This conversion uses our server. Your file is deleted immediately after conversion – we store nothing.

Why TIFF → JPG?

TIFF files are huge and often incompatible. Convert them quickly and privately to JPG – significantly smaller, universally supported, without ever uploading your images.

Frequently Asked Questions

What is a TIFF file?

TIFF (Tagged Image File Format) is a flexible image format commonly used in professional printing and photography. It supports high color depths but produces very large files.

Why convert TIFF to JPG?

TIFF files are often very large and not supported by many web applications. JPG is universally compatible and significantly smaller with minimal visible quality loss.

Are multi-page TIFF files supported?

Currently, the first page of a multi-page TIFF is converted. Support for all pages is planned.

Are my images private?

Yes, the conversion happens entirely locally in your browser. Your TIFF files are never uploaded to a server.

About JPEG

JPEG (Joint Photographic Experts Group) was standardized as ISO 10918 in 1992 and remains the most widely used image format for photographs worldwide. Its lossy compression is based on the discrete cosine transform (DCT) and typically achieves compression ratios of 10:1 to 20:1 with barely perceptible quality loss.

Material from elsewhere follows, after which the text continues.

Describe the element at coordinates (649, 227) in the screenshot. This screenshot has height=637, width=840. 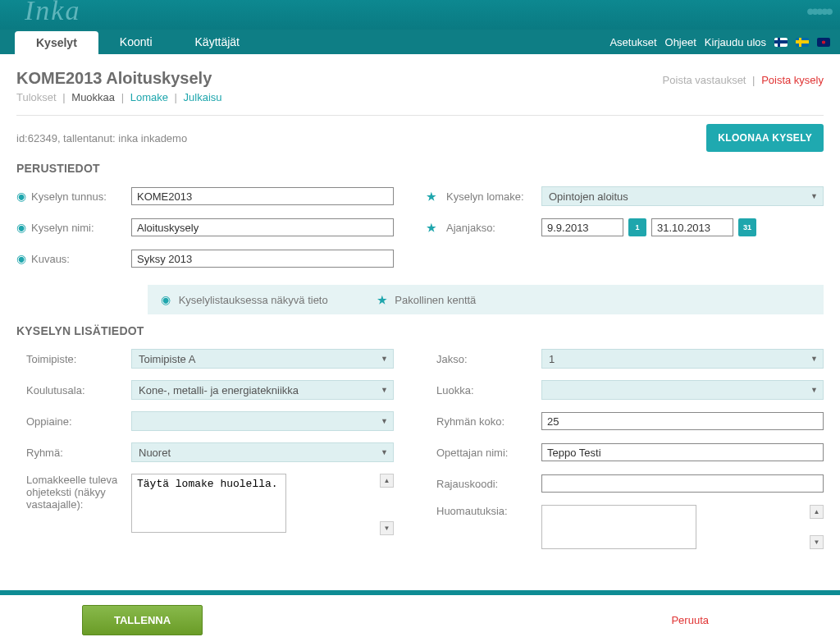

The algorithm was developed starting in 1986 by a working group led by Hiroshi Yasuda and quickly became the standard for web images, digital photography, and social media platforms. JPG files support 8-bit color channels in RGB color space and embedded EXIF metadata containing camera settings, GPS data, and timestamps. The format does not support transparency or animation and allows only one color space per image – limitations that are rarely relevant for its primary use as a photo format. With repeated compression, quality degrades progressively due to generation loss, making JPG unsuitable for editing and better suited as a final output format. The .jpg extension instead of .jpeg dates back to the 8.3 character limitation of early Windows file systems. JPEG XL was proposed as a successor in 2021 but has so far failed to gain meaningful market acceptance against WebP and AVIF.

About TIFF

TIFF (Tagged Image File Format) was developed in 1986 by Aldus Corporation and is now maintained by Adobe following its acquisition of Aldus in 1994. TIFF is a flexible container format that supports uncompressed, lossless (LZW, ZIP), and lossy (JPEG) compression, as well as color depths from 1 to 32 bits per channel, multiple color spaces, and multiple images per file. This versatility makes TIFF the industry standard in print production, medical imaging, satellite photography, and archiving, where maximum quality and metadata fidelity are essential. TIFF files can contain CMYK color space, ICC profiles, and GeoTIFF coordinates. The disadvantage is the substantial file size and fragmentation: numerous incompatible TIFF variants exist, meaning not every program reads every TIFF correctly. TIFF is unsuitable for web use as browsers do not support it natively. Converting to JPG or PNG is the standard approach to make TIFF files accessible for web and email.

Why convert TIFF → JPG?

TIFF (Tagged Image File Format) is a professional raster format from the print and scanning world with numerous sub-variants (Baseline, Extended, Layered). It supports high color depths, multiple layers, and various compression methods — but produces very large files and isn't displayed by most web browsers. Converting to JPG is required when you need to use TIFF images on the web, send them via email, or embed them in Office applications. JPG offers significantly smaller file sizes with quality sufficient for most purposes and universal compatibility. JPG is the most universal image format, supported by every device, browser, and application. It's the safest choice for compatibility.